After work, the W.P.A. gang got into fights with local boys, but they were fighting not out of ideological controversy so much as for recreation and for the purpose of showing off in front of a very pretty teenage redhead girl named Sonora Twichell who was presumed to be the niece of the Beautiful Girl and was spending the summer with her, as she had been doing for several summers, going back home each August to her presumed mother in Little Rock. John Henry “Hank” Ingledew was one of the local boys who fought with the W.P.A. gang for the purpose of showing off in front of Sonora, although he didn’t need to, because she had eyes only for him, although he didn’t know it; because he was just as shy of females as any Ingledew had ever been, although he never forgot about Eli Willard’s chronometer wristwatch which he had buried; because he knew that some day he would have a son to give the watch to, although he couldn’t conceive of how he would ever approach a girl and get up his nerve to ask her to marry him so that they could have a son; because that was something well beyond the powers of an Ingledew, although he knew that in order for him to exist his own father somehow had to have approached his mother. The very pretty redhead Sonora thought that Hank Ingledew was the best-looking boy she had ever seen, and from the age of thirteen onward, when she first started spending summers with the woman she thought was her aunt but guessed was her mother, she decided that she would marry Hank someday. But every time she even looked at him, let alone spoke to him, he would get red in the face and turn away. Her mother, whom she presumed to be her aunt, told her about the legendary woman-shyness of all the Ingledews extending back into history. The Beautiful Girl knew the whole history of Stay More and told Sonora about the cornbread that Sarah had baked for Jacob Ingledew, so Sonora baked some corn-bread for Hank the summer she turned sixteen, and she took it to him and gave it to him, but nobody (except Eli Willard) had ever bothered to tell Hank anything about his great-great-grandfather (and Eli Willard hadn’t mentioned the cornbread) so Hank didn’t know the significance of the cornbread, except as something to eat, and he did eat it, but didn’t think it was as good as the cornbread his mother made, although he didn’t say this to Sonora, because he wasn’t capable of saying anything to her.

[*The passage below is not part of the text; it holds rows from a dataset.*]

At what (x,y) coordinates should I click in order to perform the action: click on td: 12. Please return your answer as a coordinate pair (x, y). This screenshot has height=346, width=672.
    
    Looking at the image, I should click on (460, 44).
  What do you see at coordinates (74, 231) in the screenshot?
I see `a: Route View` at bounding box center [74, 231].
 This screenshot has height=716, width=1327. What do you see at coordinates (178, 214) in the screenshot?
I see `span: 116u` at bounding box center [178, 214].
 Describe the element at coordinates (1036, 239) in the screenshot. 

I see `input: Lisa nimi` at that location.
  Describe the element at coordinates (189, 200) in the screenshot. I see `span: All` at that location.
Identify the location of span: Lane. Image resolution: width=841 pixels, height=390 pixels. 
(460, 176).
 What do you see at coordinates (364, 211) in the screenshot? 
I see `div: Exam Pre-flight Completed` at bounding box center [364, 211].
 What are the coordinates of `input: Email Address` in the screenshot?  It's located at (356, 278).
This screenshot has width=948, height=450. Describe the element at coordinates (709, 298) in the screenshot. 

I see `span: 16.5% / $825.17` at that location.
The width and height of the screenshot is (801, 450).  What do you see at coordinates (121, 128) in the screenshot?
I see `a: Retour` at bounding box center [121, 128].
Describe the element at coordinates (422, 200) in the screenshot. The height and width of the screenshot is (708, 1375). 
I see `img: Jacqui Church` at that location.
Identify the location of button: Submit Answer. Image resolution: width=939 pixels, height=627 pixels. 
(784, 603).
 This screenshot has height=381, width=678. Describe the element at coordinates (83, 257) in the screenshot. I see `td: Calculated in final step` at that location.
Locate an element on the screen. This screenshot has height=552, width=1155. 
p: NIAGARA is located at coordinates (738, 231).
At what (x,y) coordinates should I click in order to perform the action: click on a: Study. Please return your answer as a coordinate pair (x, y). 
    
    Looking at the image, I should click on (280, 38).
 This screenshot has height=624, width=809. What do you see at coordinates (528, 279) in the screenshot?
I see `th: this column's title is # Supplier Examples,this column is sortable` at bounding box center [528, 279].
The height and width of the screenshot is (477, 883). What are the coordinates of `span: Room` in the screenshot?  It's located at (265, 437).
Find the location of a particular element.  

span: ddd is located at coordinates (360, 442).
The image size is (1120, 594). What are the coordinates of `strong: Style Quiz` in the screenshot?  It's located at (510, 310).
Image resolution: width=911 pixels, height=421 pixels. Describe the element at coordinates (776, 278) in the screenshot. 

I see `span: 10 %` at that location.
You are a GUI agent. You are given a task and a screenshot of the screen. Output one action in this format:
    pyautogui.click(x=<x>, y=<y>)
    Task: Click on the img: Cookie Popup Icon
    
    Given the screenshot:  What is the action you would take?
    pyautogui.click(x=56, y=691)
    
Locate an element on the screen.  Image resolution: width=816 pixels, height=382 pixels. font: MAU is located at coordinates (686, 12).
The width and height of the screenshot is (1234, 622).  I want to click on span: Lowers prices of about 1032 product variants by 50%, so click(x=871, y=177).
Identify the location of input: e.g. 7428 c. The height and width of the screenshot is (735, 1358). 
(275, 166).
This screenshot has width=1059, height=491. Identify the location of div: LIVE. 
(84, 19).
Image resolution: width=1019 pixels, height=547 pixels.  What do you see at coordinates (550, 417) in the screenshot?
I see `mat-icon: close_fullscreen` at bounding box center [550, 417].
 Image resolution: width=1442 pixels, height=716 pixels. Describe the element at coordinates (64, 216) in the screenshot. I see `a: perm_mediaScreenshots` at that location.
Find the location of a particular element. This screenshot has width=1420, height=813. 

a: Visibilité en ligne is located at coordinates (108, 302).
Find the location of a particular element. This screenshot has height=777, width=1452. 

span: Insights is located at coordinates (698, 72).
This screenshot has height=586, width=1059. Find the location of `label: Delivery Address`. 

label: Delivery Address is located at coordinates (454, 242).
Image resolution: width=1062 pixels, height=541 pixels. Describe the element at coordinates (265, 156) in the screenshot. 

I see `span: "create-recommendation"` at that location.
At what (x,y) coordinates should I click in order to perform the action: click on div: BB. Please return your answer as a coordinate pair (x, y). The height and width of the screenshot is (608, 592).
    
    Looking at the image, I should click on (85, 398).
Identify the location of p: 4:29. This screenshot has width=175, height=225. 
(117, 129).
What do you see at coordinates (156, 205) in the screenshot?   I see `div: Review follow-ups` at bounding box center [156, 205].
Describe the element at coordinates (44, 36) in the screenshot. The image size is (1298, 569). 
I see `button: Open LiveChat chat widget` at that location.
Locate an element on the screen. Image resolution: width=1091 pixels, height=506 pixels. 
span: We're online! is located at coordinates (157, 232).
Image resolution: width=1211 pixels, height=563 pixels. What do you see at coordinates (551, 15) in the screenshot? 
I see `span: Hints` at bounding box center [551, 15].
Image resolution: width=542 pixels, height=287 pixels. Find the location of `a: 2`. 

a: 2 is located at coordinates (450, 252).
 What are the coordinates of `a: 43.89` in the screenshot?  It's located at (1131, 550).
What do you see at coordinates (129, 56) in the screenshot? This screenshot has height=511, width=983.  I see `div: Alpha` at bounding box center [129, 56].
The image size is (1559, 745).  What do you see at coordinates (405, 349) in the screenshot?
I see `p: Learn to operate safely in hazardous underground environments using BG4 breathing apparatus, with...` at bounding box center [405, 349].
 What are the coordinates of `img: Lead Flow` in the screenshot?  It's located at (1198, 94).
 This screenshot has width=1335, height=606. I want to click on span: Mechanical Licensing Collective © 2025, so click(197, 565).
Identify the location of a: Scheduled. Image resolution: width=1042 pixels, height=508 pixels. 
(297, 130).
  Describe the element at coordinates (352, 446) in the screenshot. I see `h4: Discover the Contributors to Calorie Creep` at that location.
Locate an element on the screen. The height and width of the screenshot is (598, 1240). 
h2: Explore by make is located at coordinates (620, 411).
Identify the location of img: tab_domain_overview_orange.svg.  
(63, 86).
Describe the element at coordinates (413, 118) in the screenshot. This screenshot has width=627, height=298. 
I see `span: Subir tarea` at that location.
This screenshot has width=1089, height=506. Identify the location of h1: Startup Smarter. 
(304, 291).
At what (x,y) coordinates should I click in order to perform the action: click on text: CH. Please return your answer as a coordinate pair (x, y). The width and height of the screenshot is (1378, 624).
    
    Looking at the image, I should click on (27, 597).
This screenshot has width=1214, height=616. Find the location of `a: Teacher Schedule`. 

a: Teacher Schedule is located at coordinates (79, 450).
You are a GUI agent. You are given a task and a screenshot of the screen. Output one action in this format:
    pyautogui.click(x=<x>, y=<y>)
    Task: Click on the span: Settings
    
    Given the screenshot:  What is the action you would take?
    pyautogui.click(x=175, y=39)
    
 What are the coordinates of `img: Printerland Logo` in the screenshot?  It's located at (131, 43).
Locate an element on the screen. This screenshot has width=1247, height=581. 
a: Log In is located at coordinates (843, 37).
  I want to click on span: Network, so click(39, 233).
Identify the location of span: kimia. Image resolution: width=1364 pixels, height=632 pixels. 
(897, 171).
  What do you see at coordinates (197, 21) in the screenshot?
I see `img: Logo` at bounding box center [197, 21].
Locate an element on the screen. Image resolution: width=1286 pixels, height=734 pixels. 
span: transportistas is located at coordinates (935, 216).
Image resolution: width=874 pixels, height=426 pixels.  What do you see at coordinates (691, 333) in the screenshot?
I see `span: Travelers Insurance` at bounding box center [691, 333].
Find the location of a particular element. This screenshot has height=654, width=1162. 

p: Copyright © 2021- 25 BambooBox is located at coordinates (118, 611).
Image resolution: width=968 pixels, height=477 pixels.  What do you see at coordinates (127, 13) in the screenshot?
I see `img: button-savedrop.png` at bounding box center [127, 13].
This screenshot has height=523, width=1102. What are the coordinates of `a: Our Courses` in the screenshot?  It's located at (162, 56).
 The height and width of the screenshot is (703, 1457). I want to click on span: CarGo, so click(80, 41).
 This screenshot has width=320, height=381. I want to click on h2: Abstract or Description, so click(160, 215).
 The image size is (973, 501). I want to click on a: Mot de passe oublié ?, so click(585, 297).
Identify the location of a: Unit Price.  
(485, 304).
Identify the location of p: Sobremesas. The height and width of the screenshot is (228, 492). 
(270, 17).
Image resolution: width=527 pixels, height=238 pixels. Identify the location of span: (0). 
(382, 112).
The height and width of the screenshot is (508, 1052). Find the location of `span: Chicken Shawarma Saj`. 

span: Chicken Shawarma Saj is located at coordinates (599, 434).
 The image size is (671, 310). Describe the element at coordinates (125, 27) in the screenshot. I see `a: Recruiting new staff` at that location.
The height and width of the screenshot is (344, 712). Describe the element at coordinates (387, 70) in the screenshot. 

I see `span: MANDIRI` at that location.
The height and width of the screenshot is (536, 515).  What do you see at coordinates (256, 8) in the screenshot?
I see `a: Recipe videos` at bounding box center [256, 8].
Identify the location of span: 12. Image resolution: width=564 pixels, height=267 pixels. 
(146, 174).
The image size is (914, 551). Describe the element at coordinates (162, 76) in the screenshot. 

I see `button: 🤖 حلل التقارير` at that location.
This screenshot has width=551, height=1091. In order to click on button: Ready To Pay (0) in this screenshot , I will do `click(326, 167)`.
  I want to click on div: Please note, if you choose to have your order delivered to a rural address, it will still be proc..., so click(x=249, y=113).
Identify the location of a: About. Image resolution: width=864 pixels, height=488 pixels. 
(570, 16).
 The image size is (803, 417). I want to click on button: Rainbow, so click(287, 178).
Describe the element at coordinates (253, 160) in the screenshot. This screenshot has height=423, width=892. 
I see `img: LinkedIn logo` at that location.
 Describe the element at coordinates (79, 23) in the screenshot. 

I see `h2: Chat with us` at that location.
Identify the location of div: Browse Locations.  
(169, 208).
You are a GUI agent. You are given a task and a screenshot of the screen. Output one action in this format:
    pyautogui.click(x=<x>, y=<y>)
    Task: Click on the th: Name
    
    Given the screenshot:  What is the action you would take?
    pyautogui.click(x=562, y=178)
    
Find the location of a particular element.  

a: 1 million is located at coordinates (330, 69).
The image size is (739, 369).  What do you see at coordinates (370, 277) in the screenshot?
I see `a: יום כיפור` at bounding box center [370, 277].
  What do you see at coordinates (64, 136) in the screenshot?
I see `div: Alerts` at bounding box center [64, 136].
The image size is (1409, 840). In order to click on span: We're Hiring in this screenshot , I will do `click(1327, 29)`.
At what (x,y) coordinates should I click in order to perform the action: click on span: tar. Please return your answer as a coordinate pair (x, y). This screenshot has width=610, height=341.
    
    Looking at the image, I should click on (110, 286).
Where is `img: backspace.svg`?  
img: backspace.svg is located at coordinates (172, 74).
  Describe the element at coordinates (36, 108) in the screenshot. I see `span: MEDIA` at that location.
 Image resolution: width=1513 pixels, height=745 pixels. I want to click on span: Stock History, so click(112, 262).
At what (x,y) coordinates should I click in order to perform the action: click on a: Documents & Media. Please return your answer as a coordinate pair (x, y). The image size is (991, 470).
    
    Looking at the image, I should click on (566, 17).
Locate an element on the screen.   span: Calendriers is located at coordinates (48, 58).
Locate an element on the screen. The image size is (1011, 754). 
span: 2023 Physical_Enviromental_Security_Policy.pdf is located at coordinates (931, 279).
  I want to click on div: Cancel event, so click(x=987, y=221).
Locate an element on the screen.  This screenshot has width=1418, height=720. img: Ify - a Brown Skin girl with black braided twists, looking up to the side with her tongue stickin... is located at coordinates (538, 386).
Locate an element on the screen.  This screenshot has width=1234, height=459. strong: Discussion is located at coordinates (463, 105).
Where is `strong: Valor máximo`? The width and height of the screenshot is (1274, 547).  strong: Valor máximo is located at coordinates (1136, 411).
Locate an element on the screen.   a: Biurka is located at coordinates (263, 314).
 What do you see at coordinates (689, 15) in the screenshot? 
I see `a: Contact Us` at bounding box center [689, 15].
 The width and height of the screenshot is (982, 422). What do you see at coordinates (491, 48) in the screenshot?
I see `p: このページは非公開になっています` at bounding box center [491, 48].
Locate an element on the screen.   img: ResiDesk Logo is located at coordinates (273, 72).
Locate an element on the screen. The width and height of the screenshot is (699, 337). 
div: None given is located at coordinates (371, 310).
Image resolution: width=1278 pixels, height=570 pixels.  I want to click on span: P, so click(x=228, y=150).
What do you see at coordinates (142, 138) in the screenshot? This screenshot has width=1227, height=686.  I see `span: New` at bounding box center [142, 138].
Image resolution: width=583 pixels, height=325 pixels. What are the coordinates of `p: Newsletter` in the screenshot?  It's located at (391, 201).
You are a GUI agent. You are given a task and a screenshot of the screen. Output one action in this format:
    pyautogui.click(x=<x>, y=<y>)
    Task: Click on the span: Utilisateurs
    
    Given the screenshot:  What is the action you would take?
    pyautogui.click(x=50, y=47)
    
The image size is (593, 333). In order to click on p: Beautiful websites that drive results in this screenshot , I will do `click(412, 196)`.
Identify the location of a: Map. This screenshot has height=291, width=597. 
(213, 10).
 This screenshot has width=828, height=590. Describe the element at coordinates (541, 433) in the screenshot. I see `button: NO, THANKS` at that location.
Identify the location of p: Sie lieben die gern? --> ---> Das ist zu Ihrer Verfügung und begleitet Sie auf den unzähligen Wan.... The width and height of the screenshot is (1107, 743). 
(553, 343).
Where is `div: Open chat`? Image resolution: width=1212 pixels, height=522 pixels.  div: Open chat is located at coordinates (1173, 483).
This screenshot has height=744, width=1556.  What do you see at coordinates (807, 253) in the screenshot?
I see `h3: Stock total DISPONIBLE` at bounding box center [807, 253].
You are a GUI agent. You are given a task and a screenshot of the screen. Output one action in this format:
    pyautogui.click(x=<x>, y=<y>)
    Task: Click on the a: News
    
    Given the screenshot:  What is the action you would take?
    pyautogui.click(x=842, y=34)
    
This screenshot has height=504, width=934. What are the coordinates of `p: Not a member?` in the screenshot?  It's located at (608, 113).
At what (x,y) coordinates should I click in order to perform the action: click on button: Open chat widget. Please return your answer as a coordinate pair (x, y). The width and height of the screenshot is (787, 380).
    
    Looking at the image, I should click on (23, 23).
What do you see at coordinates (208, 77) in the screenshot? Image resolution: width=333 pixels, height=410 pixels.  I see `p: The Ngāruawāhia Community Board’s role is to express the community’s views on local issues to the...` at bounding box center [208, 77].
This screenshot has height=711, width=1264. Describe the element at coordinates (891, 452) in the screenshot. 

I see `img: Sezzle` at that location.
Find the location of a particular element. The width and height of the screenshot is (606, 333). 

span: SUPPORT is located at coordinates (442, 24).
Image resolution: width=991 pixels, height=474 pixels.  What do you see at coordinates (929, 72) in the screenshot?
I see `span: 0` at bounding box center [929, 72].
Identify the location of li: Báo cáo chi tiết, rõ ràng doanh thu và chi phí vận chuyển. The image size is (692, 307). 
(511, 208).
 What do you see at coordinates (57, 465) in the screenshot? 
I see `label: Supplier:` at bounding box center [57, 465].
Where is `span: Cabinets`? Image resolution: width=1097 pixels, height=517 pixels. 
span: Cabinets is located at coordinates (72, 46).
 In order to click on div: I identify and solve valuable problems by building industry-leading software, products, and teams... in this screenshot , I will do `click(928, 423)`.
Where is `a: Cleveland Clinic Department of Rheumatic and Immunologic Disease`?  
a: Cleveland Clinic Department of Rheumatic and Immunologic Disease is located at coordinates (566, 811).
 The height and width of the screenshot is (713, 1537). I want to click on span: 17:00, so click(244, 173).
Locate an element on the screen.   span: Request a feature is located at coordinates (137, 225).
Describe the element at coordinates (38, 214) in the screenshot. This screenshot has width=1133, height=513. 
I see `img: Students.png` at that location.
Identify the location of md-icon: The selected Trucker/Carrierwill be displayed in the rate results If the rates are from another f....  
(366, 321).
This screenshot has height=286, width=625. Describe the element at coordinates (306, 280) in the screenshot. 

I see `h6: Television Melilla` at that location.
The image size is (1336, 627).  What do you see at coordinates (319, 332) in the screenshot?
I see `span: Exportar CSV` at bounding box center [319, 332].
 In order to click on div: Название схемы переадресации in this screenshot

When Sonora went back home to Little Rock that year after the summer was over, she was emboldened to write a letter to Hank, saying things that she dared not say to his face, things that he dared not listen to, to his face. She told him that although she was only sixteen years old she already felt grown up and that she didn’t like any of the boys in Little Rock as much as she liked him and she was very sorry that he wasn’t able to talk to her and she hoped that even though he couldn’t talk to her he might be able to write
to her, and she signed it “Your friend, Sonora.”
Just holding this letter in his hands made Hank get very red in the face, especially because Sonora was the prettiest girl he had ever seen, which made it all the harder for him to conceive of ever being able to say anything to her. But he suddenly realized that saying something to her in a letter wouldn’t be the same as saying something to her face. She wouldn’t be looking at him when he said it; she couldn’t even see him. So he sat down and got out a sheet of writing paper and took his pencil and licked on it and chewed it for a while, and managed to write, “Dear Sonora:” That was as far as he got. He waited for a better day, but the day never came, so he took the sheet of paper saying only “Dear Sonora:” and put it in an envelope and mailed it to her.